Frozen DNA reveals ancient animals
Some Ice Age animals lived several thousand years longer than previously thought

Permafrost dating from 30,000 years old, Klondike area, Yukon. These sediments include well-preserved DNA from ancient plants and mammals, including bison, horse and mammoth. (PHOTO BY D.G. FROESE)
ED STRUZIK
Postmedia News
University of Alberta scientist Duane Froese was on sabbatical last summer when he received a call from a Yukon miner who wanted to give him the headsup about a site he planned to excavate.
Like most Klondike miners, Tony Beets is a character. He’s tall, bushy-haired, drives fast and uses colourful language.
But he’d also been incredibly helpful over the years, moving in heavy equipment for scientists such as Froese, exposing layers of ancient permafrost that yielded the frozen bones of woolly mammoths, scimitar cats, shortfaced bears and other animals that lived in this part of the world before the last major Ice Age ended 11,500 years ago.
Shortly before Froese arrived on the scene, his team already had unearthed some woolly mammoth bones that Beets had exposed.
The fossil that stood out the most, however, was the skull of a horse that had lived in the Arctic during the last Ice Age.
This was not the typical small Yukon horse that Froese and other paleontologists had found here and in other regions of the Arctic. This was a huge animal – a Clydesdale next to an Icelandic pony.
“The fossils of horses like these show up rarely in North America,” says Froese, who considers himself to be a geologist rather than a paleontologist.
No one knows exactly why half of these Ice Age animals disappeared from the landscape so quickly. Working with geneticist Eske Willerslev, Yukon paleontologist Grant Zazula and other scientists from Australia, Scotland, England, and the United States, Froese found evidence at a site along the Yukon River in Alaska a few years ago that puts a new, radical spin on the debate.
The evidence they found near Stevens Village showed that some Ice Age animals such as the woolly mammoth and the giant horse lived several thousand years longer than previously thought in so-called “ghost ranges” of the western Arctic.
What is surprising is how Froese and his colleagues came to this conclusion. The evidence they unearthed from that site along the Yukon River in Alaska didn’t come from fossils; it came from the DNA extracted from the hair, skin, feces, urine or possibly skin cells the animals left behind.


## What is being asked
Identify every line in the records below that contains the word "rows", and reproduce each one.

## Data listing
§
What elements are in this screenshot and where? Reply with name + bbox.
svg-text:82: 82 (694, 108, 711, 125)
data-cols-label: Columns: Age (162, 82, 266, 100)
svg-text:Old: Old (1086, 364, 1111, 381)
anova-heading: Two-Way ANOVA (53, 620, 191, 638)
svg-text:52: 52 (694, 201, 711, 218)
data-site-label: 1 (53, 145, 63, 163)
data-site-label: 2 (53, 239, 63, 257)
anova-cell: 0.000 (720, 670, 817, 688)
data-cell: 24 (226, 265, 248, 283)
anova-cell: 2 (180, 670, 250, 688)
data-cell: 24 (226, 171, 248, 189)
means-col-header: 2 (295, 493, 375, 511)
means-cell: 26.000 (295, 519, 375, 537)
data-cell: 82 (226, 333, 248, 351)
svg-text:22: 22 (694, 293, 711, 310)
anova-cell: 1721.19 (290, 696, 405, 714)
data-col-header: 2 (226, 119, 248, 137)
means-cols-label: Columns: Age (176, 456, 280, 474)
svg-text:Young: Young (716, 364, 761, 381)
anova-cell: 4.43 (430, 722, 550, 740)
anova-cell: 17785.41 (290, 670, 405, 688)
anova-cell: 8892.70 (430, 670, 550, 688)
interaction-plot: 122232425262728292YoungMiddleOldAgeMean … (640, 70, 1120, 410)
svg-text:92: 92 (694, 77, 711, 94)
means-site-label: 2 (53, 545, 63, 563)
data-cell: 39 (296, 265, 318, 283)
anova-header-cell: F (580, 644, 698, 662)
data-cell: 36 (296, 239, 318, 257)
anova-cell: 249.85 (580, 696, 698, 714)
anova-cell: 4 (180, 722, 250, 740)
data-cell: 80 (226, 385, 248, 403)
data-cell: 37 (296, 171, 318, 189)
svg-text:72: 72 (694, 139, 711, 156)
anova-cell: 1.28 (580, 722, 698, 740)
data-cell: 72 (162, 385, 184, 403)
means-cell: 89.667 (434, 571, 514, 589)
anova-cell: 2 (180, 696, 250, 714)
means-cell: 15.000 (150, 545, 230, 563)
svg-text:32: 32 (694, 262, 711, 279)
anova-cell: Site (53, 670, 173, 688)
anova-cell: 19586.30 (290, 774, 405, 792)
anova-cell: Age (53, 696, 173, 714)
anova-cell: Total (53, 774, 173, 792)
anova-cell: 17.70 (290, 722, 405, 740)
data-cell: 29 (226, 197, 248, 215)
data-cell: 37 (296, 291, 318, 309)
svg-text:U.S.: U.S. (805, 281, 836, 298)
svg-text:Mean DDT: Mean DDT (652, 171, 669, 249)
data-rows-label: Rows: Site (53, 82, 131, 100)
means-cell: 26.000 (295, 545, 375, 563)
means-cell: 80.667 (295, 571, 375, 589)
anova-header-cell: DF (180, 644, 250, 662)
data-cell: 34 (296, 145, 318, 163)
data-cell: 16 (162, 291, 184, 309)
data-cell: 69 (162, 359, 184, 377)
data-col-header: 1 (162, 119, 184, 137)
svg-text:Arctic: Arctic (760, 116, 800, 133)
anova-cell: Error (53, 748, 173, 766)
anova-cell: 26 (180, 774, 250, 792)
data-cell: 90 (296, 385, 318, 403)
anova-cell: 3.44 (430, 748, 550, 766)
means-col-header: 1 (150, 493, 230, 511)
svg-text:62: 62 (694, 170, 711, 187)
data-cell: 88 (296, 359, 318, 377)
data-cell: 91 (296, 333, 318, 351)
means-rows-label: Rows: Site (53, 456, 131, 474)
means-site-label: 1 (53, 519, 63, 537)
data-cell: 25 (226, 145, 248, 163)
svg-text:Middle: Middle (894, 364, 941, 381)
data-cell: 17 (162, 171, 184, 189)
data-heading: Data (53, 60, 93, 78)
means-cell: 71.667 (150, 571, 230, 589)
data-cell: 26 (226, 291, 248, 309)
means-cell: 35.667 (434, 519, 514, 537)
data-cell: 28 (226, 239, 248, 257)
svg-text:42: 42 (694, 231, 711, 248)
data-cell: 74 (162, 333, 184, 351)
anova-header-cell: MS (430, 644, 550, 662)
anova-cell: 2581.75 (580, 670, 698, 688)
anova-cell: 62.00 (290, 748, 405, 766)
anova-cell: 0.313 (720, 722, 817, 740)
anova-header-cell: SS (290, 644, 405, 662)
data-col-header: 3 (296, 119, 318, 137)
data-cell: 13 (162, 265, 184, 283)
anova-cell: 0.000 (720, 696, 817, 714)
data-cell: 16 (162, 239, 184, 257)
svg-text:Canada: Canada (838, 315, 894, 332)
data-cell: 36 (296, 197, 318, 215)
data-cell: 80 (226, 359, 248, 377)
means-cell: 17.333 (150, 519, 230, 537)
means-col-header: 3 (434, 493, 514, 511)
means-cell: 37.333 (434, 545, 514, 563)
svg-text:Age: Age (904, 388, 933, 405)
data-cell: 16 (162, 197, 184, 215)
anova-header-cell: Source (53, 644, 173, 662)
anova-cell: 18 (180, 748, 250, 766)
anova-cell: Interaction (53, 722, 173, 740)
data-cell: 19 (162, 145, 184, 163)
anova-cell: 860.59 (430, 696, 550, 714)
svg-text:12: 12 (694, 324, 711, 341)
§
## Answer box
data-rows-label: Rows: Site (53, 82, 131, 100)
means-rows-label: Rows: Site (53, 456, 131, 474)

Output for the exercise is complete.